Second Chance Summer
A lie, as it turned out, because the thing dropped from the wood in her arms and slithered across her boots.
Game over.
She screamed even louder than before, tossed the wood, and started to run away, her feet scrambling like a cat on linoleum.
“Lily.”
She jerked to a halt in shock. No. But sure enough when she turned around, there Aidan stood in the parking lot, framed by the morning light and looking gorgeous, the bastard. He wore dark sunglasses and a long-sleeved Henley with a Cedar Ridge Resort emblem on one pec. And his faded jeans, low slung on his hips, had a rip in one knee that she’d bet was genuine and not manufactured that way. Leaning back on his truck, arms casually crossed, he seemed amused by her snake dance, but not particularly happy to see her.
Well, the feeling was entirely mutual, she thought grimly.
“Need a snake inspection?” he asked.
Yes. If she was being honest, she wanted a serious snake inspection and also, at least in her dreams, she wanted it to involve his hands on her. All over her—Gah. “No.”
At her emphatic tone, he went brows up.
“What are you doing here?” she asked, not having to fake the irritation in her voice. She was irritated, starting to sweat, and—dammit—also a little turned on. Stupid sexy guy jeans.
“I was on my way to my office,” he said.
She slid a look at the resort’s office building and met his gaze again. “You work here too?”
“I help Gray run the place.”
This was curious. “You used to say you’d join your father’s business when you were cold and dead. Or when he was cold and dead,” she said, “whichever came last.”
He lifted a broad shoulder. “Things change.”
That simmered between them for a moment, past and present commingling uncomfortably.
“You find what you were looking for up there on the mountain yesterday?” he asked casually.
What was it about him that made her want to both kiss him and yell at him at the same time? Because once upon a time you wanted him and he … wanted your sister. Oh, yeah, it was all coming back to her now, and her spine snapped straighter. “I told you,” she said. “I was just trying to get my sea legs.”
He wasn’t polite enough to just nod and let her have the lie. Instead he called her out on it. “Or you were thinking of Ashley,” he said with a gentle directness that nearly broke her.
She paused a moment to swallow hard. “I guess I just wanted to say good-bye,” she finally said.His expression tightened a little at this. “You were going to free-climb the face?”
“No. I’m not in any sort of climbing shape,” she said. “Nor used to the altitude either. I was just going to hike to the top. But as it turns out, I’m not in shape for that either.”
He studied her a long moment. “I’m surprised.”
She wasn’t sure how to take that. “I’ve been stress eating and not exercising like I should—”
“No,” he said. “I meant I’m surprised you’re back. When you left, you vowed to never return.”
Oh. That. “Things change,” she parried softly. Back then she’d lived for the outdoors, suffering through school and work, counting the minutes until she could escape. In the winter she’d been required to be on the ski team for the resort her father managed—not as fun as it might seem. In fact, it’d been brutally competitive and incredibly demanding, to the point that she’d had no life.
But in the off-season, she’d been free.
So she’d hiked and had discovered her first real joy—being alone on the mountain. She’d quickly gotten bored with the trails and had begun challenging herself with rock climbing instead, using no ropes just her fingers, toes, and wits, until there’d been no place on or near Cedar Ridge that she hadn’t explored, including the aptly named Dead Man’s Cliff.
Looking back on it now, it was a miracle that she’d lived to tell the tale. But she hadn’t been the only one enjoying her solitude.
She’d often come across Aidan out there. In fact, if anyone had known that terrain better than she did, it was him. After that night at the summer festival, she’d thought that maybe they’d explore the mountain together.
And then each other.
But then Ashley had claimed him first, and he was the one thing Lily had hoped to never compete with her sister for. Especially after she’d died.
Aidan was watching her from those dark glasses, thoughts hidden, though she had the feeling her own thoughts were as clear to him as crystal. “Tell me about the resort,” she said, before he could ask her any questions.
He shrugged. “Not much to tell. Gray took over the management. It took a few years, but he runs a good ship and we turned it around.”
“We?” she asked.
He smiled grimly. “Turns out we Kincaids are good at pulling ourselves out of the gutter. We’re like cats, nine lives and all that.”
“And good at landing on your feet,” she said.
He bowed his head in silent agreement.
“You’re a busy guy,” she said. “Firefighting, and the resort.”
“And Search and Rescue.”
It all made perfect sense for him. He’d always been at his best on the mountain, and that he’d made a real life for himself on it in every way gave her both a sense of pleasure for him and an ache for herself, one she couldn’t put her finger on. “And the other Musketeers?” she asked, referring to his half siblings, Hudson and Jacob, and their reputation for trouble.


When you reach the line containing "Describe the element at coordinates (716, 587)", begin copying exactly, and keep going through the last line of the records below, copying nothing before it.

:: INPUT RECORDS ::

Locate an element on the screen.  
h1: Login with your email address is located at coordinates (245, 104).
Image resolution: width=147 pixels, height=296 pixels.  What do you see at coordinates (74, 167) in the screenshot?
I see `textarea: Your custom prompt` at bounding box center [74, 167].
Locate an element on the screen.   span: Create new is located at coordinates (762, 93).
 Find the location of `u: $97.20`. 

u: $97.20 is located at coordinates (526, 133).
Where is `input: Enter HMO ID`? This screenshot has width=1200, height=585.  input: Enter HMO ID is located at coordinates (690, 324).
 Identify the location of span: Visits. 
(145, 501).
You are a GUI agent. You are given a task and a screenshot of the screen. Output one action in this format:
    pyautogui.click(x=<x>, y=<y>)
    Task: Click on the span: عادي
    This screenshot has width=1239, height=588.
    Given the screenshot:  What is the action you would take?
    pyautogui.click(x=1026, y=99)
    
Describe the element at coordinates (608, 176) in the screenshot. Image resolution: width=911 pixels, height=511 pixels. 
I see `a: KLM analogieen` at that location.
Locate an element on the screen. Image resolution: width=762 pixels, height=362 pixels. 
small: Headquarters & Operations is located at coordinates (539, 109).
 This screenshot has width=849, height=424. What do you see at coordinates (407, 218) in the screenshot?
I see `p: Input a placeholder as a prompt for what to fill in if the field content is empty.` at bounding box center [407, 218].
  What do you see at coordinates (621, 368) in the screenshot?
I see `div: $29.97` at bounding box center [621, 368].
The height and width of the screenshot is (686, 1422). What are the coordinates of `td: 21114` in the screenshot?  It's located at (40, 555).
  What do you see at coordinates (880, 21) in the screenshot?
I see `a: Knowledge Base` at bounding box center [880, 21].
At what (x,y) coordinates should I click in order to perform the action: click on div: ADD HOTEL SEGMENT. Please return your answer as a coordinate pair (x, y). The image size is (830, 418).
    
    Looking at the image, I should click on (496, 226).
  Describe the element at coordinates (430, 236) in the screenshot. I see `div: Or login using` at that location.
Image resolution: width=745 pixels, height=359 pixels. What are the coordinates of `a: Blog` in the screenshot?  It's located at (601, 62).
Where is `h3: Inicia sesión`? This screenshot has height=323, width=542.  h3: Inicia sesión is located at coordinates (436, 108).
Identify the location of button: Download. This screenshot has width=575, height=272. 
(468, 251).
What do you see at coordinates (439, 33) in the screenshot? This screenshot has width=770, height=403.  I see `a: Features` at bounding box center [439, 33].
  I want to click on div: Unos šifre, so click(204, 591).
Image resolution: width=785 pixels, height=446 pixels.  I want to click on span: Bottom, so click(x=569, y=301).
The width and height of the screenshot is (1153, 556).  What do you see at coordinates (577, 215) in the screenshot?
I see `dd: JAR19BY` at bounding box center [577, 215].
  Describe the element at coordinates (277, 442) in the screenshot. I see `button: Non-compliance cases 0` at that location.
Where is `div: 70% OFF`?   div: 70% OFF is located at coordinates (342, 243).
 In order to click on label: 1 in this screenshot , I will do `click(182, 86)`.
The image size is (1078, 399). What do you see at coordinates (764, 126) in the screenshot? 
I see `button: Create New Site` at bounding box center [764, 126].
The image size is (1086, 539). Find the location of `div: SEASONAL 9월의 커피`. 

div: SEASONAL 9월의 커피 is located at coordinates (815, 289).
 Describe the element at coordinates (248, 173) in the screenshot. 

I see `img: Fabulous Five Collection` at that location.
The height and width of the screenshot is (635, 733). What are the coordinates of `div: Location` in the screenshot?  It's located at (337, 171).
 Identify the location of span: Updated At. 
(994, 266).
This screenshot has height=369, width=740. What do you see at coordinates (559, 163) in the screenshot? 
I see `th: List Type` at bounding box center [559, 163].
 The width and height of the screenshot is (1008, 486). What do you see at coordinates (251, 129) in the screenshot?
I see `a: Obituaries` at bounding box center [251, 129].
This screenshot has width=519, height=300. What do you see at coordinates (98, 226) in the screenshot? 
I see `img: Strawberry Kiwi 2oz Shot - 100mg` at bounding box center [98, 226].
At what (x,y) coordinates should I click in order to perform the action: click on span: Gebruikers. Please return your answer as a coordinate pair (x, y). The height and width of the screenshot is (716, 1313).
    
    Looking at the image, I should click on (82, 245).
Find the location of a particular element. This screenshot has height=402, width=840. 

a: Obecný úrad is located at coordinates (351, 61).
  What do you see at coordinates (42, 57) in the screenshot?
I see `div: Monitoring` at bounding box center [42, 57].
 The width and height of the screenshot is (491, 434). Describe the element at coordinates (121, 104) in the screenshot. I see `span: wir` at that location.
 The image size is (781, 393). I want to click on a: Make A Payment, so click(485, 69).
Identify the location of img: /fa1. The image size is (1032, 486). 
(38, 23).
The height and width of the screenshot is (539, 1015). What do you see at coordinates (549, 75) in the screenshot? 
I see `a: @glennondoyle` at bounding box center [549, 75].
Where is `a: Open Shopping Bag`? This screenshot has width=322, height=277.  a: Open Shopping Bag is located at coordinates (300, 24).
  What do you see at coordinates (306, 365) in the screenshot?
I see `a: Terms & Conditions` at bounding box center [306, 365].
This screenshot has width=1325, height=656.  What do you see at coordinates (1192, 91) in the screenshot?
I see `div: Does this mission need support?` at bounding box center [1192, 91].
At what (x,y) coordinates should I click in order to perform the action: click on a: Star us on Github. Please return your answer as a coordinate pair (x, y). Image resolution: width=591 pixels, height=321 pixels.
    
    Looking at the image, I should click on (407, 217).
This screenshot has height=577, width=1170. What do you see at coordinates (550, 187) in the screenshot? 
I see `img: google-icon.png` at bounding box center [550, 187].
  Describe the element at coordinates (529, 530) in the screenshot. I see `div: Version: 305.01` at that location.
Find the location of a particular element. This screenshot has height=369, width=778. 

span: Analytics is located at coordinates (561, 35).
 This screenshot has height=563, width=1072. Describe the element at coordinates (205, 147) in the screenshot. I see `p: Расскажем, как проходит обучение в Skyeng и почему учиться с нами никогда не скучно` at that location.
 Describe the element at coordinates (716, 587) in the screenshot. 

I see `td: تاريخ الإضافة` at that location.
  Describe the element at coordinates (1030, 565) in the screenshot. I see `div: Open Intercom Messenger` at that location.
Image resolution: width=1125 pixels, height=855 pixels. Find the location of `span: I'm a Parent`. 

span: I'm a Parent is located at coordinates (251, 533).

:::

◆ **ANSWER SPACE**
 Describe the element at coordinates (716, 587) in the screenshot. 

I see `td: تاريخ الإضافة` at that location.
  Describe the element at coordinates (1030, 565) in the screenshot. I see `div: Open Intercom Messenger` at that location.
Image resolution: width=1125 pixels, height=855 pixels. Find the location of `span: I'm a Parent`. 

span: I'm a Parent is located at coordinates (251, 533).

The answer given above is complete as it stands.